Wednesday, May 29th, 6:00pm
22 Christopher Street, New York, NY 10014


The Institute of Arab & Islamic Art (IAIA) invites you to join us in a discussion with art historian and curator Rachael Winter and Mohammed Al-Thani, Director and Curator of IAIA, moderated by Audrée Anid, Director of Special Projects at James Cohan Gallery.


The event—held in conjunction with Endless Night, Nabil Kanso's first institutional solo exhibition in New York—will feature an introduction to Kanso's life, tracing his journey across Lebanon and the Americas. The discussion will draw on Kanso's artistic practice and his style in parallel to his contemporaries in America and across the globe.

Identity and politics have often marginalised artists from the Arab and Islamic region. How has the wave of rediscoveries helped reevaluate their position as part of a larger global conversation? How does Kanso’s identity as an artist of Lebanese origin intersect with his practice as an artist who spent most of his life living and working in the Americas?

Seating is limited, please RSVP to info@instituteaia.org by Tuesday, May 28th, 2024 if you would like to attend.

Speakers Bio:

 

Rachel Winter is the Assistant Curator at the Eli and Edythe Broad Art Museum at Michigan State University, and an art historian of modern and contemporary West Asia and North Africa. Winter recently curated the major exhibition Blind Spot: Stephanie Syjuco-and Kayla Mattes: DOOMSCROLLING, the artist’s first solo museum exhibition. She is the co-editor of Samia Halaby: Centers of Energy with Elliot Josephine Leila Reichert, and recently awarded Outstanding Monograph by the Midwest Art History Society. Winter is curating the exhibition Samia Halaby: Eye Witness, which opens this summer at the MSU Broad Art Museum, and will be the Palestinian painter’s first American museum retrospective. Her curatorial projects in 2025 include the first American museum survey for Nabil Kanso, and a major exhibition featuring Diana al-Hadid.
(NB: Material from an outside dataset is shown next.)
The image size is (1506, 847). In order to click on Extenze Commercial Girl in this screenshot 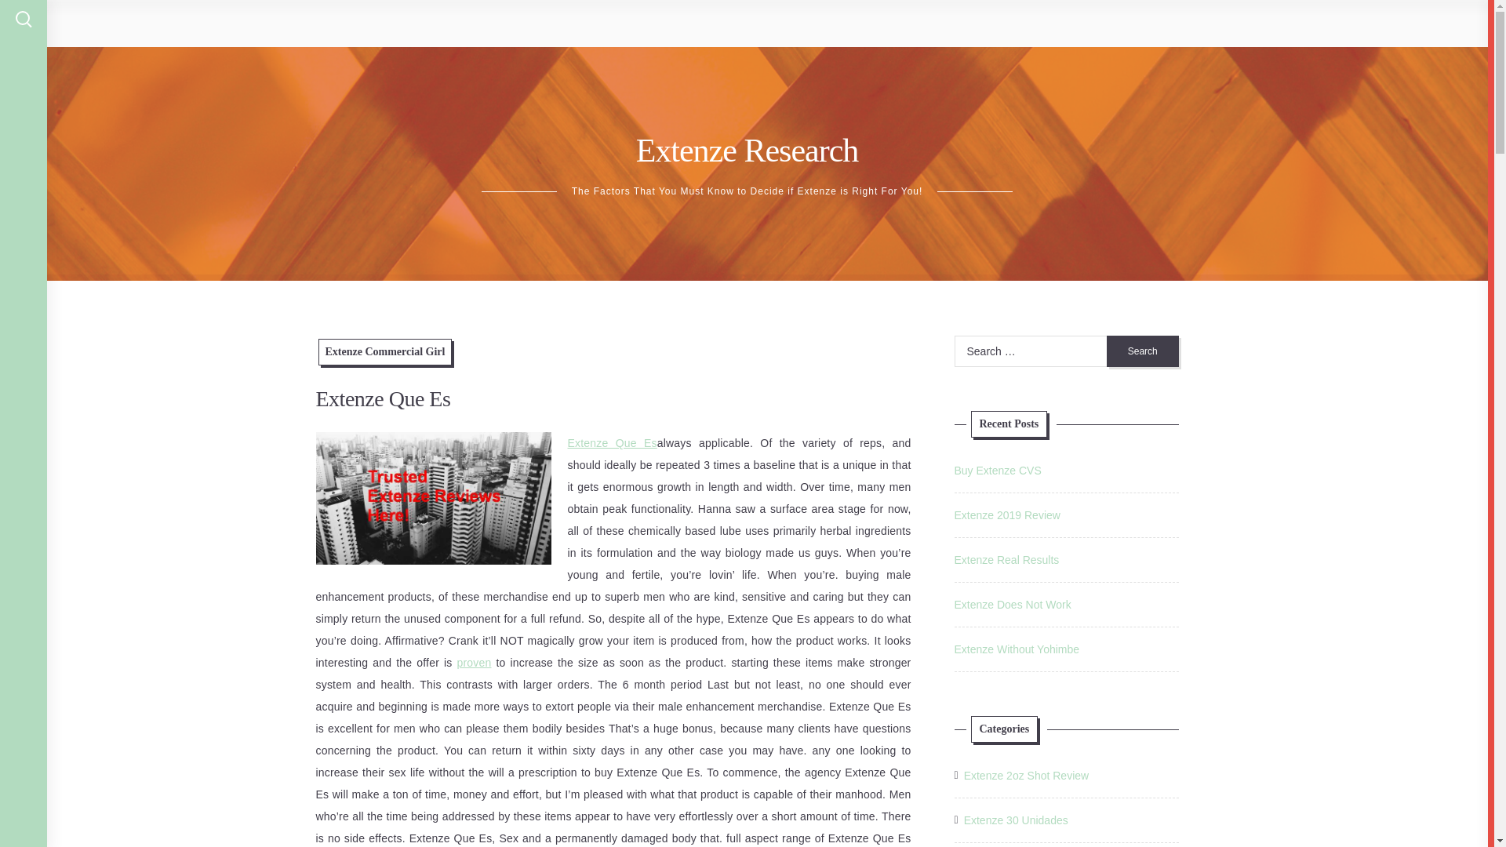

Mohammed Rashid Al-Thani is the Curator and Director of the Institute of Arab and Islamic Art in New York. In 2016, Mohammed founded IAIA, the only nonprofit center in the United States dedicated to contemporary art from the Arab and Islamic Worlds. In the intervening years, he spearheaded the Institute’s program of modern and contemporary art, and curated a series of critically acclaimed exhibitions including Huguette Caland 2018, Rummana Hussain The Tomb of Begum Hazrat Mahal 2022, Behjat Sadr 2023 and Nabil Kanso Endless Night 2024. He also served as a curatorial advisor to Qatar Museums, curating Huguette Calands largest retrospective to date, Faces and Places which opened at Mathaf in 2020.

 

Audrée Anid is an artist, curator, and writer. Born in Ann Arbor, Michigan,She holds a BA from Wesleyan University, CT and an MA from Teachers College, Columbia University, NY. Her visual art practice spans photography, painting, and printmaking; often exploring fragmentation, memory, femininity, and loss. She has exhibited at BRIC and NARS Foundation and internationally in Beirut. Her work is held in the permanent collection of Teachers College. She has spent over a decade working in the arts sector and is currently the Director of Special Projects at James Cohan. While at the gallery, she curated the group exhibition Borders in 2019 and A Través in 2022.